On Thu, 27 Jan 2000, Roger Dingledine wrote:
> On the other hand, I have no real reason for having nodes not know
> the files that their fragments belong to, so I'm fine assuming that
> they have some way of figuring it out.

There might be a reason : plausible deniability. Someone operating
a server and caught with "evil data" may have an easier time with
authorities if they did not know the nature of the data they were
carrying. On the other hand, if the server operator screens data,
he may be more liable for possible consequences of having that data,
since he explicitly approved having it on his system. 
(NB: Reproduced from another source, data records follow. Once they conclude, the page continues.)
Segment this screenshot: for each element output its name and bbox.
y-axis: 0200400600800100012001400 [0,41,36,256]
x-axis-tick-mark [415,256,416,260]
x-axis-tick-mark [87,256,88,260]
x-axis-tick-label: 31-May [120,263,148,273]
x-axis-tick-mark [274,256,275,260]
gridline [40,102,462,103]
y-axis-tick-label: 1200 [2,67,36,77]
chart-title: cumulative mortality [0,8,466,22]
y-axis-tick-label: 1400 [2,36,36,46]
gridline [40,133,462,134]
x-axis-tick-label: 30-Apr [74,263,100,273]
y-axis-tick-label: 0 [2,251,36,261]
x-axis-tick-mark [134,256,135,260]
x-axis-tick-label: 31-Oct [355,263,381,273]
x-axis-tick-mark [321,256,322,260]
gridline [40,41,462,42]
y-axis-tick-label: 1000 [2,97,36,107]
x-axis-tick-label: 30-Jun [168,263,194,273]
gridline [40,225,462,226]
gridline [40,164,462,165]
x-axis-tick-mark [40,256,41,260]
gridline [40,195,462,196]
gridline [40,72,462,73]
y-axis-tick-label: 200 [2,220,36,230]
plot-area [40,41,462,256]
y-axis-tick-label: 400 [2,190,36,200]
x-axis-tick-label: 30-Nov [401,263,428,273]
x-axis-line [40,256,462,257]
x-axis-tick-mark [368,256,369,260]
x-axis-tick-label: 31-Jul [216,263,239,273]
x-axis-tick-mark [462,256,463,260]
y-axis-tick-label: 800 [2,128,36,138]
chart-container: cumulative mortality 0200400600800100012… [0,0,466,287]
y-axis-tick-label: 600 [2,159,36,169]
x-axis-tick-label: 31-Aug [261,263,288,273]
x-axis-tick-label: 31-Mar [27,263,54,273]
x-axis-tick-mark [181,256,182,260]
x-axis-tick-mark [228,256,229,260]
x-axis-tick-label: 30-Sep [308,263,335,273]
In this scenario, under Roger's proposal, the node may not want
to know which files it is holding. It will not try to find out. 
So the protocol need only avoid revealing what files are being stored.

There is another scenario I can imagine : one in which the owner's
knowledge is irrelevant; mere posession of the data will make him guilty.
Now the authority has taken control of the node, and is attempting 
to determine whether a specific, known, piece of evil data is present
anywhere on the node.

This seems much harder to protect against. The only possibility which
comes to my mind is forcing a query for the bad data to involve a set
of other nodes, some of whom have the data and some do not, but
all of whom respond to the query. Then use this somehow to build
uncertainty as to whether the targeted node actually has the data. You'd
have to ensure that the authority could not choose the set used, as well.

At that point, it may not be a problem worth solving. at least not in
a practical implementation. Unless there's a better way?